PERIFERIAS URBANAS, REDES LOCAIS E MOVIMENTOS SOCIAIS EM FORTALEZA, CEARÁ
DOI:
https://doi.org/10.5216/bgg.v40i01.62358Abstract
This article discusses how social movements are constituted, particularly in the urban peripheries of large Brazilian cities, demonstrating the characteristics related to their foundation and/or essential for their continuity. To this end, lines of force or theoretical-empirical vectors are presented, which are the basis for the constitution and continuity of politically significant popular movements that are able to attain achievements both with and for their target public. The research focuses on the case of the Local Sustainable Development Network of Grande Bom Jardim (GBJ DLIS Network). The Grande Bom Jardim neighborhood on the periphery of the city of Fortaleza and is marked by violence, social vulnerability, and rights violations. However, since at least the 1980s, it has been home to active and varied popular movements. The data and analyses presented here were collected during a long-term insertion in the area, since 2004, and combine participant observation with an ethnographic bias with an emphasis on social cartography, document analysis, questionnaires and interviews.
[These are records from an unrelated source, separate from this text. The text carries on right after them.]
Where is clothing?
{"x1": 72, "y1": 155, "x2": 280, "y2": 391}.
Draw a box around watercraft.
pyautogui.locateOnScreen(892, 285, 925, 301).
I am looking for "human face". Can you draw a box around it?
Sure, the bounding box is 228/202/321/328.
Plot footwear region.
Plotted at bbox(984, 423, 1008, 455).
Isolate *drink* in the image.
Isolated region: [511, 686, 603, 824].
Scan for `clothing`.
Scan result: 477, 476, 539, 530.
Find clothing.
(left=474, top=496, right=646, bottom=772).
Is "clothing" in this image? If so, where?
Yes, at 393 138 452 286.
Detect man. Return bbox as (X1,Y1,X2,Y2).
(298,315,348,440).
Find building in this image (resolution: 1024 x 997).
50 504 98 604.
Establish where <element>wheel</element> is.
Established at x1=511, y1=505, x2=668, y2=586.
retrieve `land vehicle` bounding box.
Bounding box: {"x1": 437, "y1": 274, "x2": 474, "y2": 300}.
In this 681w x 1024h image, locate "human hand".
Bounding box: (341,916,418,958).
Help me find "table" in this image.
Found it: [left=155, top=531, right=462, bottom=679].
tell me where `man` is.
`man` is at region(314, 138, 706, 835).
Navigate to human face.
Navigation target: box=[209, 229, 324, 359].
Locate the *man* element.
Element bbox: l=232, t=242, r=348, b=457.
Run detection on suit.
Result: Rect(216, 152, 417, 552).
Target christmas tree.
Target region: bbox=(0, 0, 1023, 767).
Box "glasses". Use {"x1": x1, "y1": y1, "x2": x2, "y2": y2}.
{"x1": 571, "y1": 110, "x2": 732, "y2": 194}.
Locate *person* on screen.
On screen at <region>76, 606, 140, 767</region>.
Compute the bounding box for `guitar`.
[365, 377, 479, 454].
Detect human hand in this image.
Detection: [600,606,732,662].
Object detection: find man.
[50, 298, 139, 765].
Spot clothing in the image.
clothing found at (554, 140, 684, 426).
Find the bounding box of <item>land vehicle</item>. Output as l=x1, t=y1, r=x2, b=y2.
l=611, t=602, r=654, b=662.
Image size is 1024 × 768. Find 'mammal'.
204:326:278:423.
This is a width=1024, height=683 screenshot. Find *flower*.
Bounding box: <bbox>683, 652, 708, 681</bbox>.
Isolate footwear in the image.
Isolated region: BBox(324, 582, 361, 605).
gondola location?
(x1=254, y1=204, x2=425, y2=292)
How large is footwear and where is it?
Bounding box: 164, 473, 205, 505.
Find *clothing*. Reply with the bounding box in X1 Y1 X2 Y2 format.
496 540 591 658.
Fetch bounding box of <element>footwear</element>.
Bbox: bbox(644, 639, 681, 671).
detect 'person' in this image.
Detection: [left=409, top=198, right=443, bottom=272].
The results show that the GBJ DLIS Network has daily dynamics and practices capable of affirming creative tensions between tradition and innovation; the constitution of the territory as a political invention, linked to the networked social movement and the local, integrated and sustainable development agenda; and the repeated creation of reflective, interpretive and continuous skills to deal with the problematic situations experienced in urban daily life. These lines of force or theoretical-empirical vectors have been essential in the composition of significant political action and have socio-spatial implications on the scale of the territory and the city.